Edible Food Find: Wooden Bar
Photos by Linda Campos
Chris Ly and Spencer Mewherter pause amid a busy evening at their new 40-seat Worcester restaurant, Wooden Bar, to describe their excitement for mackerel. It’s not so much the nearly boneless fish itself that has them jazzed, nor particularly the dish they use it in. The mackerel’s more of a symbol for their evolution as chefs and business owners.
Before opening Wooden Bar this summer, Ly and Mewherter ran the popular ramen pop-up Wooden Noodles, mostly roving from packed brewery to packed brewery, churning out steamy bowls of their own fresh noodles. The pair, who met building a tiny house together and bonded over their shared love of umami, sake and fermentation, created a successful pop-up, drawing a large following, but they ultimately felt constrained by the model.
Ly and Mewherter hoped to find a permanent spot where they could innovate as cooks, carpenters, entrepreneurs, mixologists, even sake brewers. With the closing of 3cross Fermentation Coop, the brewery where they first debuted Wooden Noodles in 2018, they stepped in with an idea for a restaurant where they would play around freely with food and fermentation, leaning on local produce and their frenetic cooking style.
“We served a lot of ramen to people over the years,” Mewherter says. “And it’s fun now to work on and develop a balanced menu. We love making noodles, but we’re excited about some of the other things we can add.”

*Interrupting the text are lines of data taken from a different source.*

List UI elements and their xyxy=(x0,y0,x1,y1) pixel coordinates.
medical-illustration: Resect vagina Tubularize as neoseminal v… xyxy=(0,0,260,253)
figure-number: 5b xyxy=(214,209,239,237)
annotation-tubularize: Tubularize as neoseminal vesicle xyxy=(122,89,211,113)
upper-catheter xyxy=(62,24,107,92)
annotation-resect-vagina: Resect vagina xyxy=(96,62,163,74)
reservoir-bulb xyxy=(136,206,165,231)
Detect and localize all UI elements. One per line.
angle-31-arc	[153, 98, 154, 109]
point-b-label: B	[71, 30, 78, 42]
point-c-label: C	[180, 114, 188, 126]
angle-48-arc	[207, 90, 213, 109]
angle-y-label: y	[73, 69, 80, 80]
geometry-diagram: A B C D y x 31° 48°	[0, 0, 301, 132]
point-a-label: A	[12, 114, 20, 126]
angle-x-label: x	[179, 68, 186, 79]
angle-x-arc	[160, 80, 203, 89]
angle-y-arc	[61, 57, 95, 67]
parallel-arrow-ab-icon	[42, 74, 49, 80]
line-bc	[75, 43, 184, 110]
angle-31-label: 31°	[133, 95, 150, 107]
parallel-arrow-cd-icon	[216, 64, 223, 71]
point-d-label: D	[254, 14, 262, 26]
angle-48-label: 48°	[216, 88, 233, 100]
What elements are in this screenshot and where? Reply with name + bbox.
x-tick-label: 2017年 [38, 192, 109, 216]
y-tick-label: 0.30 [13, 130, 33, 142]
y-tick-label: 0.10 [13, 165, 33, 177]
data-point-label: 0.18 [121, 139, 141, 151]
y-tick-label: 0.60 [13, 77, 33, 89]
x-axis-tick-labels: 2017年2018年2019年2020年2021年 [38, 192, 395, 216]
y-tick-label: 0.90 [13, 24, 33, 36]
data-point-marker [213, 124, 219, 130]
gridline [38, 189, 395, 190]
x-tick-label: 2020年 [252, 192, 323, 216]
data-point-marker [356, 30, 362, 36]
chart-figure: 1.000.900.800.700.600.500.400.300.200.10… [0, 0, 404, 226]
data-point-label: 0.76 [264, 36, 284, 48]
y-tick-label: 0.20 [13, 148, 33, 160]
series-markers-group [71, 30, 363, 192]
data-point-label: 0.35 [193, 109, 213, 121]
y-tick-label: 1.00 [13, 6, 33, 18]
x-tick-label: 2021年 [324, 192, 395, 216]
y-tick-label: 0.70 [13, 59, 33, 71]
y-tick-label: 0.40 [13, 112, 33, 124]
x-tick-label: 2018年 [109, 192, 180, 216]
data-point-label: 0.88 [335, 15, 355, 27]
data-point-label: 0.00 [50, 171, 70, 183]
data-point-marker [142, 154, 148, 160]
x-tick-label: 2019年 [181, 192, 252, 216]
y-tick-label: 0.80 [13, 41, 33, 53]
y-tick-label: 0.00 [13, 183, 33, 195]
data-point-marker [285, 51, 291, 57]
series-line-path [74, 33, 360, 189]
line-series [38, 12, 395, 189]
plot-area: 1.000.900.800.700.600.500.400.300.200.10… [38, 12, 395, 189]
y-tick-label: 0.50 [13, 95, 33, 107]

Every week, sometimes every couple of days, Ly and Mewherter draw up new menus with anywhere from six to eight dishes inspired by the list of fresh meat and produce sent to them from their farmer friends. One uncomfortably hot, humid week in July, that meant scrambling to devise a plate of fava beans courtesy of Dismas Family Farm in Oakham; they served the tender beans lightly charred, atop sweet cherry tomatoes and delicate rice puffs. As chefs, they embrace the “spontaneity” of the seasonal ingredients, Ly says. “It’s not like we don’t have constraints,” he says. “We have creative constraints and are constrained by what’s coming in from the farms we use, what’s seasonal.”

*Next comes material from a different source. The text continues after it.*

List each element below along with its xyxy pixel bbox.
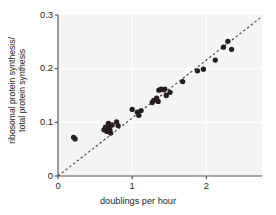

They still have handmade noodles—one menu staple has been a bowl of them dressed in ginger sauce and topped with a soy soft-boiled egg and sweet, peppery nasturtiums—and despite vowing not to, they brought their beloved ramen back. Noodles no longer dominate their culinary consciousness, though. Now there are family-size meals like the aforementioned mackerel—cooked whole, scales and all, in a rich broth of dashi, ginger and garlic until its thick white flesh peels effortlessly—and small shareable plates of seared sugar snap peas or pulled pork sliders calling for their fresh baked buns and a slightly sweet and spicy sauce.
Wooden Bar has given Ly and Mewherter the chance to experiment behind the bar, too, with new cocktails created weekly. A recent drink list brought together equal parts funky and traditional, with the kalimotxo, a mix of wine and cola often dubbed the poor man’s sangria, and the dangerously potent clarified ruby milk punch, which combines clarified milk with port, rum and Earl Grey tea. The taps at Wooden Bar flow regularly with beers from Honest Weight Artisan Beer in Orange, whose owners are close friends. And soon, you can expect pours of house-brewed beer or sake.
From there, Ly and Mewherter do not harbor any grander goals, apart from constructing an outdoor patio and building the furniture for it themselves. “We don’t really know what the future is going to be for this business,” Mewherter concedes. “So far, we’ve relied on intuition a lot—intuition and feedback.”
“We hope Worcester is along for the ride with us,” Ly adds.
This story appeared in the Fall 2022 issue.